8) Assumptions, limitations, and open questions
- List assumptions made due to missing inputs.
- Known limitations (e.g., third‑party widgets) and proposed mitigations.
- Open questions and decisions needed; research or audits to schedule.

Formatting and style
- Use clear headings and bullets; tag critical items at the start of bullets: [P0], [AA], [High confidence].
- Reference WCAG by ID and level; explain user impact in plain language.
- Include concrete examples, code or attribute patterns where relevant.
- Keep language concise and actionable.

Quality bar checklist (use before finalizing)
- Are top risks prioritized with severity and WCAG mapping?
- Does every recommendation include user impact and acceptance criteria?
- Are cross‑cutting patterns (focus, semantics, color, motion, forms) addressed?
- Is the platform/AT test plan realistic for your audience?
- Are quick wins vs structural fixes clearly separated?
- Are assumptions and dependencies transparent?

*Fillable template (paste and complete)*

Project overview
- Feature name:
- Platforms/tech:
- Audience/locales:
- Regulations/policies:
- Content types/interactions:
- Constraints/dependencies:

Executive summary
- —
- —
- —

Findings by disability type
- Visual
  - [P? | WCAG X.X.X (A/AA) | Confidence ?] Issue:
    - Why it matters:
    - Recommendation:
    - Acceptance criteria (G/W/T):
    - Test method:
  - …
- Motor
  - …
- Auditory
  - …
- Cognitive/neurological
  - …

Cross‑cutting checks (status + top fix)
- Semantics/landmarks:
- Focus management:
- Forms/validation:
- Media:
- Data viz:
- Notifications/live regions:
- Responsive/zoom:
- Auth/MFA/CAPTCHA:
- Performance/CLS:

Platform and AT coverage
- Priority combos:
- Out‑of‑scope (if any):

Prioritized recommendations
- [P0, Effort S, Owner Eng] …
- [P1, Effort M, Owner Design] …

Assumptions and open questions
- Assumptions:
- Open questions:
- Next steps (audits/tests):

Claude 3 Opus is known for its deep knowledge base on guidelines like WCAG and its ability to provide nuanced, safety-conscious recommendations.


As we've seen, AI offers powerful ways to streamline your UX process, from initial research to final polish. Integrating these prompts into your workflow can save hours of manual effort, giving you more time to focus on strategic thinking and creative solutions that truly serve your users.
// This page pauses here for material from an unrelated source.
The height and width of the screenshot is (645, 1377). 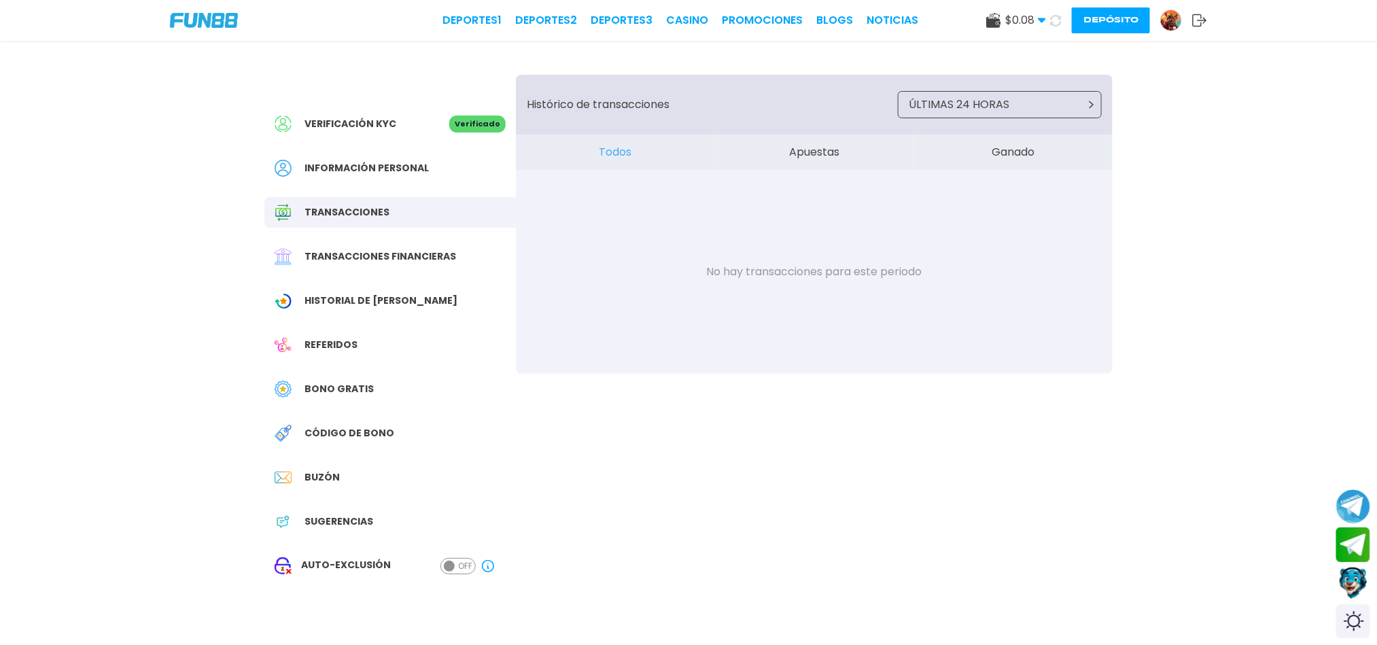 I want to click on span: Sugerencias, so click(x=338, y=521).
As you begin experimenting, you'll notice that different models excel at different tasks. A prompt that yields a brilliant persona in Claude may generate a more structured style guide in GPT-5. Managing multiple tools and subscriptions to access these specialized strengths can be cumbersome.

This is where Mono simplifies your toolkit. It integrates all the leading AI models, including those mentioned here, into a single, cohesive interface under one affordable subscription.

Of course, you can always work with each model's native UI separately. Mono's goal is simply to remove the friction (and cost), allowing you to choose the best tool for the job at hand without juggling tabs or multiple subscriptions.

Whichever path you choose, the key is to start. Adapt these prompts, find what works for you, and discover how AI can become your most powerful creative collaborator.